Most of the food produced by the peasants in Tibet and China was taken by Mao’s regime for export. He used the food for Chinese urban workers (his political base), to buy arms from the Soviet Union, and to export food to Eastern European communist nations to build up his image there. He sent so much food to communist Albania that food rationing was not needed there–quite a rarity in the communist world.
Meanwhile in China and Tibet, government commandeering of so much food caused famines. Carefully rationing food, the communists gave survival level rations to people who could toil the fields relentlessly, and starved the others.
Death by hunger was part of Chinese Communist Party Chairman Mao’s “Great Leap Forward.” It was imposed throughout the “People’s Republic of China” from 1958 onward. But not in the places of Eastern Tibet where the invaders had been expelled. Nor in Central Tibet; the uprisings in Eastern Tibet were preventing the CCP from supplying a large enough army in Central Tibet to impose what Mao considered to be full communism.
Why did members of the Communist Youth League fight the communists?

In both provinces of Eastern Tibet, Amdo and Kham, armed resistance had begun as soon as the Chinese “People’s Liberation Army” (PLA) started appearing in 1949. The Khampa people, who live in Kham and eastern U-Tsang, had revolted en masse in 1955-56, incited by the communists’ orders for gun registration and confiscation. To the north, in Amdo, the 1958 orders for gun and property confiscation convinced many more to revolt.
For many centuries Tibet has had a large Muslim population, which was fully tolerated by the Buddhist theocracy. The PLA invaders were not so tolerant. Some Muslims in Amdo had been fighting alongside the Buddhists against the communists since 1954. (Post 2.) In April 1958 the Muslim Salars of Xunhua county (Amdo) joined the battle. Their interfaith revolt spread to eight townships and lasted one week. The rebellion was joined by 68 percent of local Chinese Communist Party (CCP) members and 69 percent of the Communist Youth League.
A subsequent CCP investigation of Xunhua found that 78 percent of the communists who had joined the rebellion did so because of what the report called “extremely confused ideas about religion . . . preferring to forsake the Party rather than forsake their religion, or even preferring death to forsaking their religion.” Quoted in Jianglin Li, Tibet in Agony: Lhasa 1959 at 57 (2016).

In both China and Tibet, Mao worked to replace traditional religions with one based on himself. Worship of Mao reached its apex as the government-established religion in the late 1960s, during the Cultural Revolution.
Mao always understood that other religions impeded devotion to him. In 1954-55 the Dalai Lama and the Panchen Lama (second-ranking) spent several months in Peking, as Mao’s guests. Mao was an affable host, and doted on his young visitors.
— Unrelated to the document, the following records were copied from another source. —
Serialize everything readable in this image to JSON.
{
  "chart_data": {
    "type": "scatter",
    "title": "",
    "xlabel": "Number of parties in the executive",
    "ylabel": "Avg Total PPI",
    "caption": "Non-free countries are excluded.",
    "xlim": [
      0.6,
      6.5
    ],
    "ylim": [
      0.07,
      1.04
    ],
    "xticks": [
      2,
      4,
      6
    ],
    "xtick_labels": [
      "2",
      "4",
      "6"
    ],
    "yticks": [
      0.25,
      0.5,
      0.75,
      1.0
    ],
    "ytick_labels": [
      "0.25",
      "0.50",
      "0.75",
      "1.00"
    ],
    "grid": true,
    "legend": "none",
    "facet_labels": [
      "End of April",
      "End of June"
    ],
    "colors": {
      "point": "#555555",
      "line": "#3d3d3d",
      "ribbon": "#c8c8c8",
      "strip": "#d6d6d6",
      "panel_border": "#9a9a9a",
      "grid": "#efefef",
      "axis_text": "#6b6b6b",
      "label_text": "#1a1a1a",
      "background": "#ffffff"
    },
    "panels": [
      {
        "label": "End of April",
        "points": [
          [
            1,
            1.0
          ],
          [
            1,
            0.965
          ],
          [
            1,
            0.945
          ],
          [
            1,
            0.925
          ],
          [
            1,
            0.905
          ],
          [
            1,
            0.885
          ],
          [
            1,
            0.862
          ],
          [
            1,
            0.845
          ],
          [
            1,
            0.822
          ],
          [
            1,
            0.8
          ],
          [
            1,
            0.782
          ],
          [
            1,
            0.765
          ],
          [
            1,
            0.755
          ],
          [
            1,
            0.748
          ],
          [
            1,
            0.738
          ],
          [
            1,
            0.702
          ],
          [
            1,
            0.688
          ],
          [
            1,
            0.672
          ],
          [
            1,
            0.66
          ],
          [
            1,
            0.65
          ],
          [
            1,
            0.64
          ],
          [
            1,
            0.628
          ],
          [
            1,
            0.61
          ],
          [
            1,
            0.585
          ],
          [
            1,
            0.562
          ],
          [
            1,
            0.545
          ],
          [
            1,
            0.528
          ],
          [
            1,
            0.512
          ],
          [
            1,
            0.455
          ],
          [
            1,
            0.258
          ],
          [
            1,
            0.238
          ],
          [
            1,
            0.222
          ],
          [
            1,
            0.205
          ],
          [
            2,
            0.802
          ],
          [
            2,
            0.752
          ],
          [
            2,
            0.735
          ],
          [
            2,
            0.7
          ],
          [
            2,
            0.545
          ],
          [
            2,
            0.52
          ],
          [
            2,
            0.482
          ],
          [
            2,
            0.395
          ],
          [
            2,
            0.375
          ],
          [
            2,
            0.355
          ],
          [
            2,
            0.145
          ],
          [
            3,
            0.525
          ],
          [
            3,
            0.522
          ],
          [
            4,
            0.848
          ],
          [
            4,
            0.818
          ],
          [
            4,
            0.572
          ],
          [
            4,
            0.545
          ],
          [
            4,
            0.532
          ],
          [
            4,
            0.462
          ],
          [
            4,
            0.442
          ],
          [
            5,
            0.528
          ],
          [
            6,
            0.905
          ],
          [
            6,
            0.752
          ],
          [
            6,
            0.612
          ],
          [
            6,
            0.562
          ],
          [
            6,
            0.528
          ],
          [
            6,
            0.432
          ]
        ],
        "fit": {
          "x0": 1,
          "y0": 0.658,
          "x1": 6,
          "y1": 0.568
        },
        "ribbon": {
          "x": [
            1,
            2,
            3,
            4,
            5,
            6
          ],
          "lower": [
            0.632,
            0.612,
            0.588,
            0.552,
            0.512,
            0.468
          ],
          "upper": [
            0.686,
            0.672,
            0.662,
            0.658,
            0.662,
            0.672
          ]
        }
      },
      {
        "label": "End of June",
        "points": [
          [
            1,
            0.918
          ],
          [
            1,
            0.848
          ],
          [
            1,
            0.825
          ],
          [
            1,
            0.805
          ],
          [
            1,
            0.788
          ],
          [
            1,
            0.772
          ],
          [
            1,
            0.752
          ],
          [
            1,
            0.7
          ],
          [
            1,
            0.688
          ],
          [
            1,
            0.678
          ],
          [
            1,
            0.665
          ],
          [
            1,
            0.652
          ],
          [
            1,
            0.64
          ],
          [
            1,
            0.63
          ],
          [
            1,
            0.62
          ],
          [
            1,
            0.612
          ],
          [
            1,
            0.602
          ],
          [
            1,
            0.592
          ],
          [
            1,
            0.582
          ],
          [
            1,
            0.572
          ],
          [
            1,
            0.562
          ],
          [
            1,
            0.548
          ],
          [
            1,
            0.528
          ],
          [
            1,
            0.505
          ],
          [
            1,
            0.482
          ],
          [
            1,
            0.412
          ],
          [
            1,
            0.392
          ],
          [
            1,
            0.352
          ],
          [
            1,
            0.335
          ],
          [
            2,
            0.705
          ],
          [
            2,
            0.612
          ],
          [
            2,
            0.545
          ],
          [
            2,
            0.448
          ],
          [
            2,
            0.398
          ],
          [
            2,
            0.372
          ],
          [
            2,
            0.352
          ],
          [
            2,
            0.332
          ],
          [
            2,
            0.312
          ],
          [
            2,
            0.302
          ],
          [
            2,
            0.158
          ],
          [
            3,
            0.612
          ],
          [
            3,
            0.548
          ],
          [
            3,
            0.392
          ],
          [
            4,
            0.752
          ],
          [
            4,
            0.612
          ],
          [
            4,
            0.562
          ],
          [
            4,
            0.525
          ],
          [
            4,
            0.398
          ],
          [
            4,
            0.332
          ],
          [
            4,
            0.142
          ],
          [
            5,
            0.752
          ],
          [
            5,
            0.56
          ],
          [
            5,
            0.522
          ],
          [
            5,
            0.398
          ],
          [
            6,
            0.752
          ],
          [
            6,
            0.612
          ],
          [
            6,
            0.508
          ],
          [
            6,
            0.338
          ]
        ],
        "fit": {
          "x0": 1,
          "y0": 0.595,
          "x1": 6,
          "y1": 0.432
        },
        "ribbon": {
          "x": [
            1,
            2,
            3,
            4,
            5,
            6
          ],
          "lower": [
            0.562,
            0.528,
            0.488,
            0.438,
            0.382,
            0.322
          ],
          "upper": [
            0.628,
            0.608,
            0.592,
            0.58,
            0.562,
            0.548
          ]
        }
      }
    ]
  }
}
Mao told the Dalai Lama, “I understand you well. But of course, religion is poison. It has two great defects: It undermines the race, and secondly it retards the progress of the country. Tibet and Mongolia have both been poisoned by it.” Dalai Lama, My Land and My People 117-18 (2006).
More fighting in Amdo
An Amdo rebellion in Tsikorthang county was estimated to involve 10,840 Tibetan fighters, including 1,020 monks and nuns. The Chinese PLA deployed an infantry regiment in July 1958. Five months later, the PLA regiment claimed victory and withdrew, while the surviving Tibetans escaped to the hills. The Chinese soldiers had been told that the Tibetan people viewed them as liberators. But as a PLA commander indignantly reported to his superiors, the Tibetan masses supported the rebels, feeding them, sheltering them, and concealing them.
A June 1958 report by the provincial Communist Party Committee to the party center estimated there were a hundred thousand rebels in Amdo. They came from 240 tribes, and constituted one-fifth of the province’s Tibetan population. The uprisings involved 6 prefectures, 24 counties, and 307 monasteries.